UPDATED 15:41 EDT / APRIL 28 2015

Purse.io: Bitcoins for Amazon products outfit plans next move to airline miles

aircraft-window-engine-photopinccBitcoin is a born-digital currency, a method for exchanging value without ever leaving a computer or a mobile device. This puts bitcoins into an interesting position when it comes to other currencies, such as gift cards and corporate “rewards points.” Purse.io puts this to the test by providing people the ability to exchange bitcoins for Amazon.com, Inc. products using credit cards, gift cards, and Amazon payments balances.

The model is simple: Someone who has money tied up in an Amazon gift card or an Amazon payments balance wants to turn that money into bitcoins and someone else would like to exchange bitcoins for a product on Amazon. Purse.io puts the buyer and seller together, acts as escrow for the bitcoins, follows the purchase and shipping process from Amazon, and then transfers the bitcoins once the process is complete.

“So many gift cards are sold today at face value,” says Andrew Lee, CEO and co-founder of Purse.io, ”but intrinsically due to the illiquidity a $100 Amazon card is not really worth that full $100.”

Lee adds that bitcoins are great for this because they’re transferable and not-refundable (it’s a permanent transfer.) The idea for Purse.io rose out of a frustration that BTC could not be used in a meaningful way by many consumers, exchanging BTC for funds locked up in gift cards is a practical application, and it also provides a ready way to liberate stored value.

Using Purse.io also means that customers can take advantage of lower prices in other countries and other discounts provided from using gift cards. As a result customers using Purse.io see discounts ranging between 8 to 35 percent with the average discount around 20 percent.

Purse.io has global reach and potentially steep discounts. Image via Purse.io's blog.

Purse.io has global reach and potentially steep discounts. Image via Purse.io’s blog.

Purse.io started about a year ago in 2014 going through an incubator called Plug & Play in Sunnyvale, CA. The mission was to build useful applications on Bitcoin that weren’t mostly for cryptographers and extremely technical individuals. Lee felt at the time that there were not too many mainstream use cases for Bitcoin, and he argues this is still true today.

Close to 30,000 users visit and use the Purse.io site right now and that translates into over a quarter million dollars a month.

Plans to move onto other corporate currencies

 

Our mission is to connect people who shop on Amazon with BTC to people who have excess gift cards who want bitcoin,” says Lee.

But Purse.io is prepared to move to other forms of corporate currency. One example: Airline miles.

“Airline miles are also illiquid,” says Lee. The reason for this is because airline miles may be transferable, but the fees to do a transfer can be extremely high. With Purse.io’s innovative concept customers could book a last-minute flight for someone else, in exchange for bitcoins, and not worry about those high fees.

According to One Mile at a Time, airline mile dollar worth can range between 0.8 and 2.0 cents a mile. And according to the American Airlines/US Airways award chart it’s possible to rack up 85,000 miles flying from the continental U.S. to parts of Asia. While most frequent fliers may want to use those miles to save on future flying costs, those miles could add up to a lot of potential bitcoin.

Amazon is not alone in providing gift cards or incentive services that lock value into the company. The concept of “corporate currency” is extremely common in the modern day from credit card reward points to the now-defunct Microsoft Points, and mobile games that exchange in tokens. All of these act as stores of value that, while useful if you want to buy something from the corporation that holds it, is difficult to free up for use elsewhere.

This means there is still a lot of the market that Purse.io could move into after refining the concept with Amazon and airlines.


Print out every record exactly as it appears.

---------- Data excerpts ----------

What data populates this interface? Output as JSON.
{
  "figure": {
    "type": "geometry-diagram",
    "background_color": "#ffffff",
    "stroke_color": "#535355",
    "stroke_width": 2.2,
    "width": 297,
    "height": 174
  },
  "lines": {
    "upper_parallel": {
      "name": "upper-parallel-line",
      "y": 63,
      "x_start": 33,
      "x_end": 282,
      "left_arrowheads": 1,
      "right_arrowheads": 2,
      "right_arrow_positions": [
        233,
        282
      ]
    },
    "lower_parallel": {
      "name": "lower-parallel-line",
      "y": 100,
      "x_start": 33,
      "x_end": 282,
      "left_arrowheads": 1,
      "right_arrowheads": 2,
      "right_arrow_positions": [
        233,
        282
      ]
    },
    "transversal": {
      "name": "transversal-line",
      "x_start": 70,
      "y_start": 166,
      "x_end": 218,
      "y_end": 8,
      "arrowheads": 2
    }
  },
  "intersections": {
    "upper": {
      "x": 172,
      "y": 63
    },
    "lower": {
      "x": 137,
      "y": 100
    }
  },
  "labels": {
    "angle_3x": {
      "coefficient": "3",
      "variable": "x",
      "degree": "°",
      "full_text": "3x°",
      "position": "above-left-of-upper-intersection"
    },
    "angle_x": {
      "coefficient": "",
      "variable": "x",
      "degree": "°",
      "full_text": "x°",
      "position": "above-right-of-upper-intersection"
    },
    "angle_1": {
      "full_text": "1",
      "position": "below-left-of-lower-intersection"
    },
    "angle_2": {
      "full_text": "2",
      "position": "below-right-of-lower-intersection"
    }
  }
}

----------

## Response area
What data populates this interface? Output as JSON.
{
  "figure": {
    "type": "geometry-diagram",
    "background_color": "#ffffff",
    "stroke_color": "#535355",
    "stroke_width": 2.2,
    "width": 297,
    "height": 174
  },
  "lines": {
    "upper_parallel": {
      "name": "upper-parallel-line",
      "y": 63,
      "x_start": 33,
      "x_end": 282,
      "left_arrowheads": 1,
      "right_arrowheads": 2,
      "right_arrow_positions": [
        233,
        282
      ]
    },
    "lower_parallel": {
      "name": "lower-parallel-line",
      "y": 100,
      "x_start": 33,
      "x_end": 282,
      "left_arrowheads": 1,
      "right_arrowheads": 2,
      "right_arrow_positions": [
        233,
        282
      ]
    },
    "transversal": {
      "name": "transversal-line",
      "x_start": 70,
      "y_start": 166,
      "x_end": 218,
      "y_end": 8,
      "arrowheads": 2
    }
  },
  "intersections": {
    "upper": {
      "x": 172,
      "y": 63
    },
    "lower": {
      "x": 137,
      "y": 100
    }
  },
  "labels": {
    "angle_3x": {
      "coefficient": "3",
      "variable": "x",
      "degree": "°",
      "full_text": "3x°",
      "position": "above-left-of-upper-intersection"
    },
    "angle_x": {
      "coefficient": "",
      "variable": "x",
      "degree": "°",
      "full_text": "x°",
      "position": "above-right-of-upper-intersection"
    },
    "angle_1": {
      "full_text": "1",
      "position": "below-left-of-lower-intersection"
    },
    "angle_2": {
      "full_text": "2",
      "position": "below-right-of-lower-intersection"
    }
  }
}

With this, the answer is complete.